CVJun 4, 2020

Self-paced Contrastive Learning with Hybrid Memory for Domain Adaptive Object Re-ID

arXiv:2006.02713v2662 citations
AI Analysis

This addresses domain adaptation for object re-identification, an incremental improvement over existing pseudo-label-based methods.

The paper tackles domain adaptive object re-identification by proposing a self-paced contrastive learning framework with hybrid memory, which outperforms state-of-the-art methods on multiple tasks and achieves gains of 16.7% and 7.9% on Market-1501 and MSMT17 benchmarks.

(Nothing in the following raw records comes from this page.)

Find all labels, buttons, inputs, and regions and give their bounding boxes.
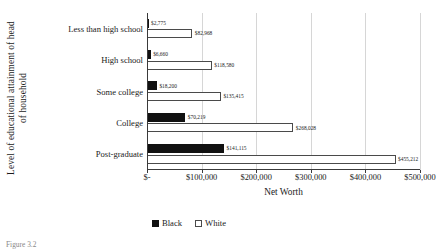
- legend-item-label: Black: [162, 218, 182, 228]
- y-axis-title-line-1: Level of educational attainment of head: [6, 21, 16, 175]
- y-axis-title-line-2: of household: [17, 21, 29, 175]
- legend-item-label: White: [205, 218, 226, 228]
- legend-item: White: [195, 218, 226, 228]
- x-axis-tick-label: $100,000: [186, 172, 217, 183]
- y-axis-category-label: Some college: [34, 87, 143, 97]
- legend-item: Black: [152, 218, 182, 228]
- chart-legend: BlackWhite: [147, 216, 420, 230]
- gridline: [420, 13, 421, 170]
- outlined-white-square-icon: [195, 220, 202, 227]
- x-axis-title: Net Worth: [147, 186, 420, 198]
- y-axis-category-labels: Less than high schoolHigh schoolSome col…: [34, 13, 145, 170]
- plot-area: $2,775$82,968$6,660$118,580$18,200$135,4…: [147, 13, 420, 170]
- y-axis-category-label: College: [34, 118, 143, 128]
- y-axis-category-label: Less than high school: [34, 24, 143, 34]
- y-axis-title: Level of educational attainment of head …: [2, 14, 32, 182]
- filled-black-square-icon: [152, 220, 159, 227]
- x-axis-tick-label: $200,000: [240, 172, 271, 183]
- x-axis-tick-label: $300,000: [295, 172, 326, 183]
- x-axis-tick-label: $500,000: [404, 172, 435, 183]
- x-axis-tick-labels: $-$100,000$200,000$300,000$400,000$500,0…: [147, 172, 420, 186]
- plot-frame: [147, 13, 420, 170]
- y-axis-category-label: Post-graduate: [34, 149, 143, 159]
- y-axis-category-label: High school: [34, 55, 143, 65]
- figure-caption: Figure 3.2: [6, 240, 36, 249]
- x-axis-tick-label: $400,000: [350, 172, 381, 183]
- x-axis-tick-label: $-: [144, 172, 151, 183]
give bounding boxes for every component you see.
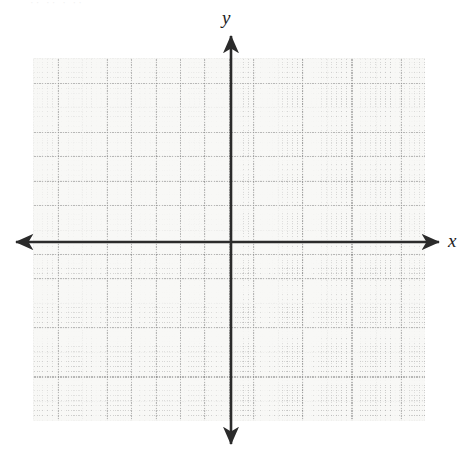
graph-paper-grid xyxy=(33,58,425,421)
coordinate-plane-figure: ·· ·· · ·· y x xyxy=(0,0,469,454)
scan-artifact: ·· ·· · ·· xyxy=(30,0,150,6)
major-grid-dotted-overlay xyxy=(33,58,425,421)
y-axis-label: y xyxy=(222,8,230,27)
major-gridlines xyxy=(33,58,425,421)
minor-grid-dotted-overlay xyxy=(33,58,425,421)
x-axis-label: x xyxy=(448,231,456,250)
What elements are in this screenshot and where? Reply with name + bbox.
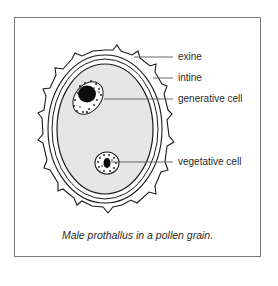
cytoplasm <box>57 64 153 194</box>
vegetative-cell <box>95 152 119 174</box>
generative-nucleus <box>78 86 96 103</box>
vegetative-nucleus <box>104 158 111 168</box>
label-exine: exine <box>178 51 202 63</box>
pollen-grain-diagram <box>0 0 278 286</box>
label-intine: intine <box>178 72 202 84</box>
label-generative-cell: generative cell <box>178 93 242 105</box>
label-vegetative-cell: vegetative cell <box>178 156 241 168</box>
figure-caption: Male prothallus in a pollen grain. <box>14 229 261 241</box>
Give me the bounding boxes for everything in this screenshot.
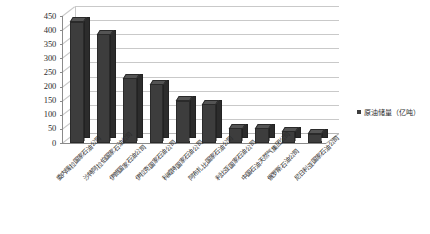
bar-side-face <box>216 100 222 139</box>
x-axis-tick-mark <box>163 138 164 141</box>
bar <box>70 22 84 143</box>
legend: 原油储量（亿吨） <box>357 107 420 117</box>
bar <box>202 104 216 143</box>
x-axis-tick-mark <box>295 138 296 141</box>
legend-swatch-icon <box>357 110 361 114</box>
bar <box>150 84 164 143</box>
x-axis-tick-mark <box>269 138 270 141</box>
bar-side-face <box>110 30 116 139</box>
bar-side-face <box>190 96 196 138</box>
bar-side-face <box>137 74 143 139</box>
legend-label: 原油储量（亿吨） <box>364 107 420 117</box>
bar <box>255 128 269 143</box>
bar <box>308 134 322 143</box>
x-axis-tick-mark <box>84 138 85 141</box>
bar-series <box>0 0 430 234</box>
x-axis-tick-mark <box>110 138 111 141</box>
bar <box>176 101 190 143</box>
chart-root: 450400350300250200150100500 委内瑞拉国家石油公司沙特… <box>0 0 430 234</box>
x-axis-tick-mark <box>216 138 217 141</box>
x-axis-tick-mark <box>242 138 243 141</box>
bar-side-face <box>163 80 169 139</box>
bar <box>97 34 111 143</box>
x-axis-tick-mark <box>321 138 322 141</box>
x-axis-tick-mark <box>137 138 138 141</box>
x-axis-tick-mark <box>189 138 190 141</box>
bar-side-face <box>84 17 90 138</box>
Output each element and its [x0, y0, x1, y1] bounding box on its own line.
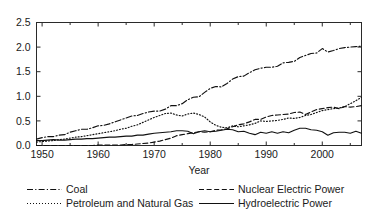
x-tick-label: 1970 [142, 148, 166, 160]
series-line-3 [37, 128, 362, 140]
data-series-group [37, 46, 362, 145]
plot-frame [37, 23, 362, 146]
y-tick-label: 0.5 [16, 115, 31, 127]
y-tick-label: 2.5 [16, 16, 31, 28]
y-tick-label: 2.0 [16, 41, 31, 53]
y-tick-label: 0.0 [16, 139, 31, 151]
series-line-0 [37, 46, 362, 139]
y-tick-label: 1.5 [16, 65, 31, 77]
y-tick-label: 1.0 [16, 90, 31, 102]
chart-figure: 0.00.51.01.52.02.5 195019601970198019902… [0, 0, 376, 222]
legend-label-2: Petroleum and Natural Gas [66, 197, 193, 209]
series-line-1 [37, 97, 362, 142]
axis-tick-marks [37, 23, 362, 146]
chart-svg: 0.00.51.01.52.02.5 195019601970198019902… [0, 0, 376, 222]
x-tick-label: 1950 [30, 148, 54, 160]
x-axis-tick-labels: 195019601970198019902000 [30, 148, 334, 160]
series-line-2 [37, 106, 362, 146]
legend-label-3: Hydroelectric Power [238, 197, 332, 209]
y-axis-tick-labels: 0.00.51.01.52.02.5 [16, 16, 31, 151]
x-tick-label: 1960 [86, 148, 110, 160]
x-tick-label: 1990 [255, 148, 279, 160]
x-axis-title: Year [188, 164, 210, 176]
legend-label-0: Coal [66, 183, 88, 195]
chart-legend: CoalNuclear Electric PowerPetroleum and … [27, 183, 345, 209]
legend-label-1: Nuclear Electric Power [238, 183, 345, 195]
x-tick-label: 2000 [311, 148, 335, 160]
x-tick-label: 1980 [199, 148, 223, 160]
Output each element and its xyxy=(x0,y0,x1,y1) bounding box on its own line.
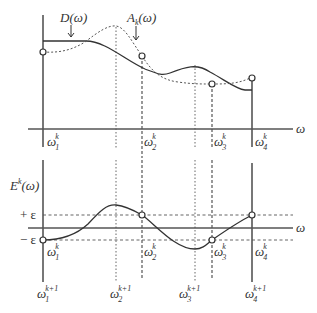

Domain adaptive object re-ID aims to transfer the learned knowledge from the labeled source domain to the unlabeled target domain to tackle the open-class re-identification problems. Although state-of-the-art pseudo-label-based methods have achieved great success, they did not make full use of all valuable information because of the domain gap and unsatisfying clustering performance. To solve these problems, we propose a novel self-paced contrastive learning framework with hybrid memory. The hybrid memory dynamically generates source-domain class-level, target-domain cluster-level and un-clustered instance-level supervisory signals for learning feature representations. Different from the conventional contrastive learning strategy, the proposed framework jointly distinguishes source-domain classes, and target-domain clusters and un-clustered instances. Most importantly, the proposed self-paced method gradually creates more reliable clusters to refine the hybrid memory and learning targets, and is shown to be the key to our outstanding performance. Our method outperforms state-of-the-arts on multiple domain adaptation tasks of object re-ID and even boosts the performance on the source domain without any extra annotations. Our generalized version on unsupervised object re-ID surpasses state-of-the-art algorithms by considerable 16.7% and 7.9% on Market-1501 and MSMT17 benchmarks.